Friday, March 30, 2012

Off the shelf...

Just wrapped up The End: The Defiance and Destruction of Hitler's Germany, 1944-1945 yesterday. The subject matter is off the beaten path, in that there have been a blue million books written on the final military battles in Europe, and ten times that number done about zomg teh last days of Hitler!!1!, but this book focuses on the people and the bureaucracy behind the lines, and how and why the country had to be ground into paste rather than surrendering before it was utterly destroyed. This is, after all, the same country that threw in the towel while it was still on French territory in the previous war, in hopes of averting exactly what happened in 1945.
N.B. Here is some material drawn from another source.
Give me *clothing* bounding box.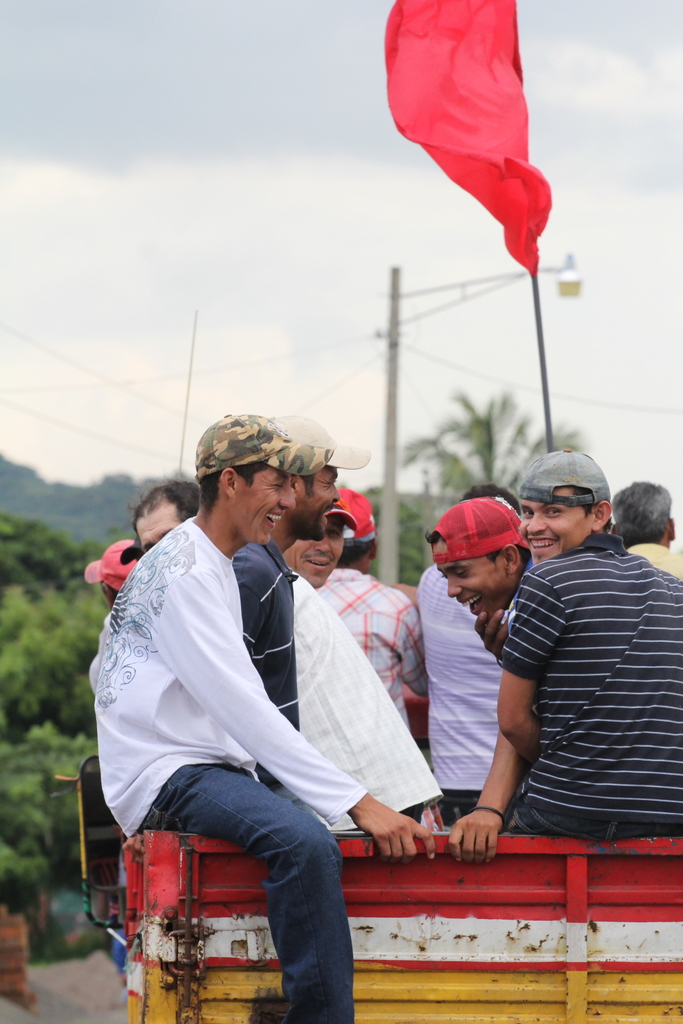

If you're in an eschatalogical mood, there'll even be the occasional resonant scene, such as the German Finance Minister, dutifully rearranging deck chairs up 'til the end, being criticized by Goebbels, Reichsminister of Crazy, in March of '45 for relying too heavily on regressive consumer taxes instead of progressive income taxes; trying to balance the budget on the backs of the 99%, as it were. (No word on how tax return forms were to get from Allied occupied zones and through Zhukov's lines to Berlin...)

10 comments:

Anonymous said...

Great book. Obsessed with details until the final moments weren't they.

Matt said...

Or you could just watch what's going on here in the U.S. today....

Bubblehead Les. said...

"But I was only Following Orders!"

Bram said...

What a powerful and dangerous tool denial is. The Kaiser and his crew were realists - the Nazi's not so much.

Borepatch said...

Another book on a similar topic is "Hitler's Beneficiaries" about how the middle class benefited from the Nazi system (and how that slowed down the war effort). It covers a longer period (pre-war as well as war), but it explains quite a lot about the popularity of the Nazi party, particularly in the early years.

NotClauswitz said...

Details are important when everything goes on your Permanent Record - the Internet does it for us now...

Anonymous said...

for another view try
THE U.S. ARMY IN THE OCCUPATION OF GERMANY
1944-1946
by
Earl F. Ziemke
First Printed 1975

its online, and with some work, downloadable
http://www.history.army.mil/books/wwii/Occ-GY/

Tom O'B

Windy Wilson said...

I'll have to look up that book and the one Borepatch mentioned. I'm reading Richard Evans's trilogy, "The Coming of the Third Reich", "The Third Reich in Power", and "The Third Reich at War", for a detailed account of the process. The Germans didn't wake up one day and say, "Let's be monsters and turn Europe into smoking rubble, kill millions and make our country the subject of thousands of questionable analogies for 70 years", although some wanted to fundamentally change Germany and Europe, and others wondered how all these thugs in snappy uniforms came to have such unlimited power over everyone else.

Heartless Libertarain said...

Somewhat ironic that Japan, the empire of the samurai and bushido, surrendered while still holding onto their sizeable conquests on mainland Asia, and before a single Allied soldier had set foot on the Home Islands. Whilst Germany, heir to a realist tradition in politics, had to be almost completely crushed before surrendering.

What a difference a small glimmer of sanity at the very top makes.

Anonymous said...

Well, in Japan, the official Leader (a literal god in the official ideology) was looking for a way to end the war before it got to the "babies on bayonets" stage in Tokyo.

In Germany, the Leader (and his entire ruling cabal) were all for the apocolyptic "Fine! We'll burn down EVERYTHING around us! The people deserve it anyway -- they didn't fight hard enough!" (You would think that the FBI would have recalled that nearly fifty years later in Waco -- after all their own shrinks and profilers told them that would happen if they went all ninja suits on Koresh.)

Of course, some German leaders were willing to acknowledge reality -- but were afraid of the twin threats of the Soviet liquidation teams and the SS liquidation teams. . . the little sidebar in British military history known as "The Race to the Baltic" was the result -- get to the town of Wismar before the Russkies, sealing off the North German coast and occupied Denmark from the "People's Justice" of both the NKVD and the SS, and the German military could surrender in relative safety.

Weird as it sounds, we gave Japan a better "out" than Germany had. Although it took a pair of atomic bombs to do it.